U.S. District Judge Derrick Watson in Honolulu had been asked to interpret a ruling from the U.S. Supreme Court that revived parts of Trump’s March 6 executive order banning people from six Muslim-majority countries for 90 days.

The highest court let the ban go forward with a limited scope, saying it could not apply to anyone with a credible “bona fide relationship” with a U.S. person or entity.

Trump said the measure was necessary to prevent extremist attacks. However, opponents including states and refugee advocacy groups sued to stop it, disputing its security rationale and saying it discriminated against Muslims.

Watson said in Thursday’s ruling he “declines to usurp the prerogative of the Supreme Court to interpret its own order.”

A spokesman for the Hawaii attorney general office said they would refile the request to the Supreme Court.

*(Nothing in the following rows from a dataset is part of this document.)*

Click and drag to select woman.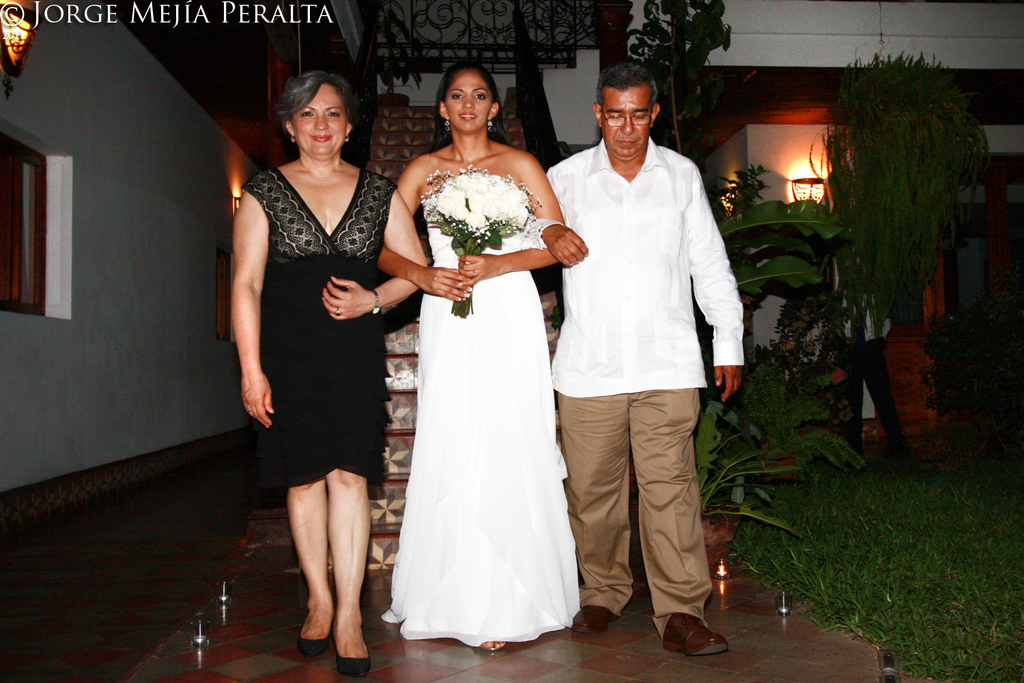
Selection: box=[229, 68, 430, 682].
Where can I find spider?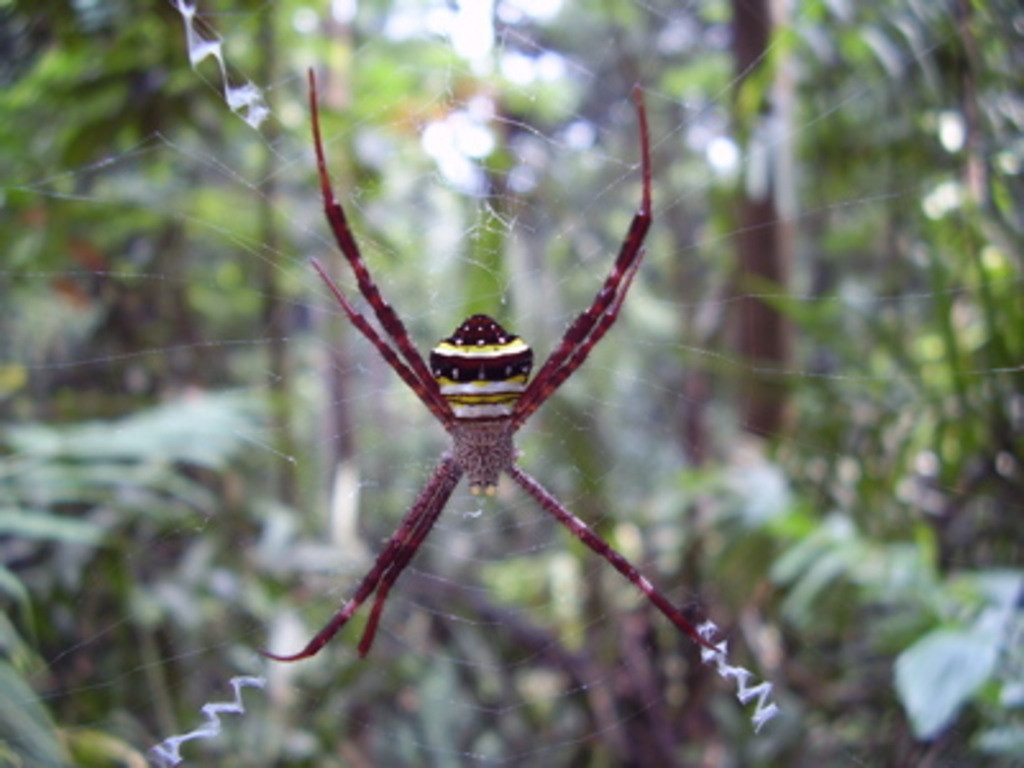
You can find it at l=261, t=61, r=724, b=666.
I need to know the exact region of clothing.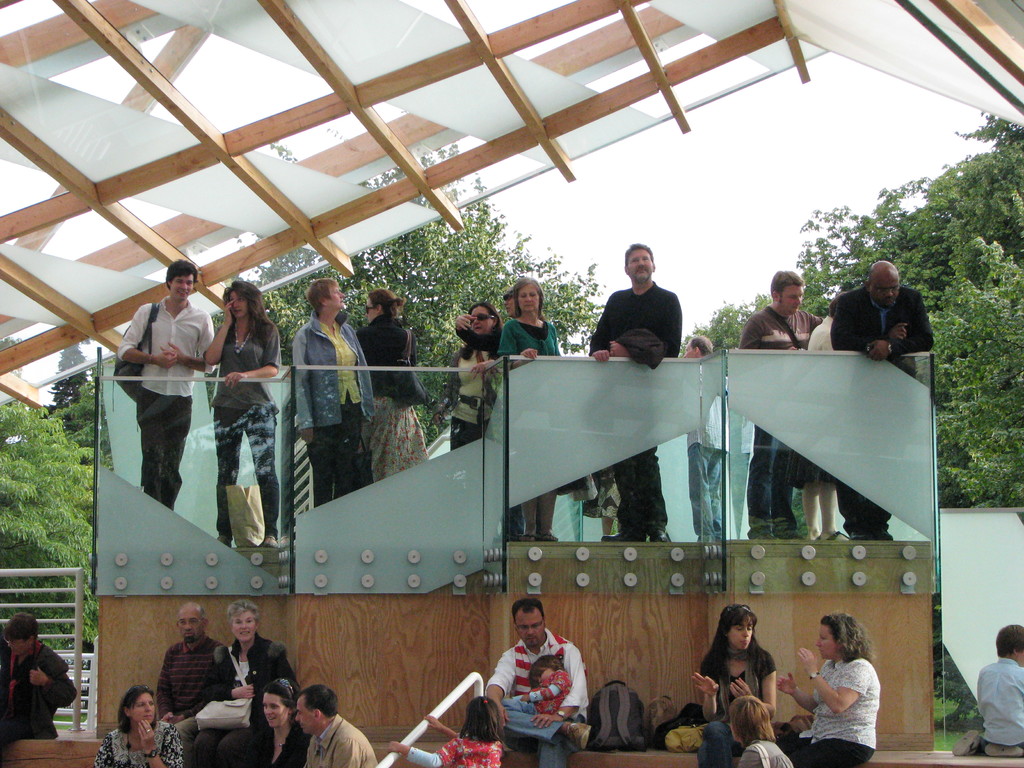
Region: 405/724/500/767.
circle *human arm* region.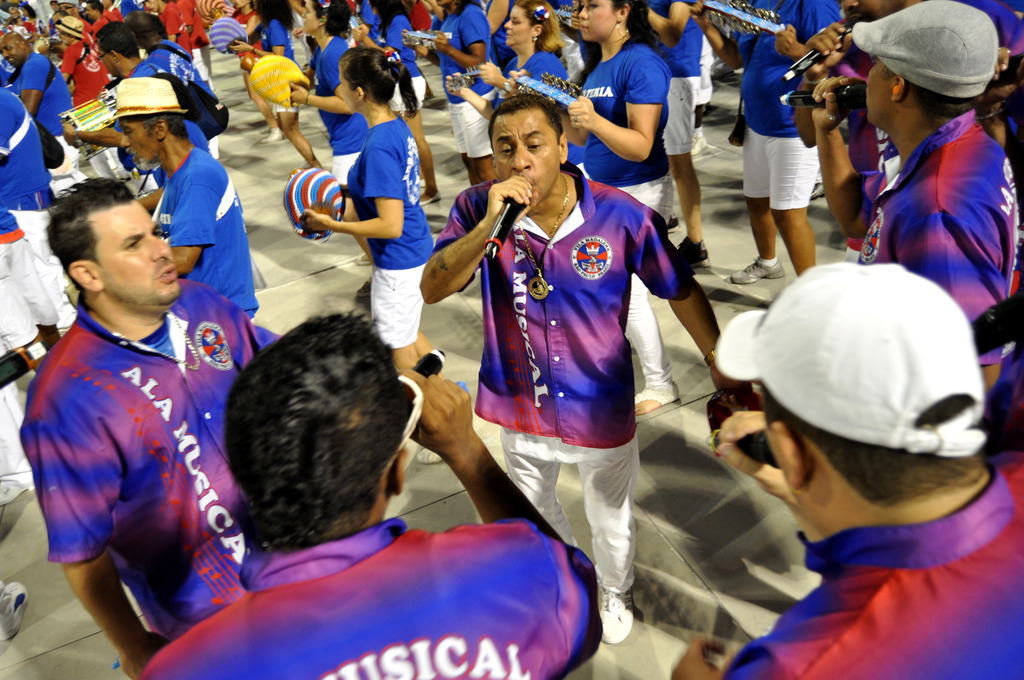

Representatives for the Department of Justice could not be reached immediately for comment.

The government said after the Supreme Court ruling last month that a “bona fide relationship” meant close family members only, such as parents, spouses, fiancés, siblings and children.

Grandparents, grandchildren, aunts, uncles, nieces, nephews and cousins from Iran, Libya, Somalia, Sudan, Syria and Yemen would still be banned.

The state of Hawaii asked Watson last week to clarify the Supreme Court’s ruling, arguing the government’s definition of “bona fide relationship” was too narrow.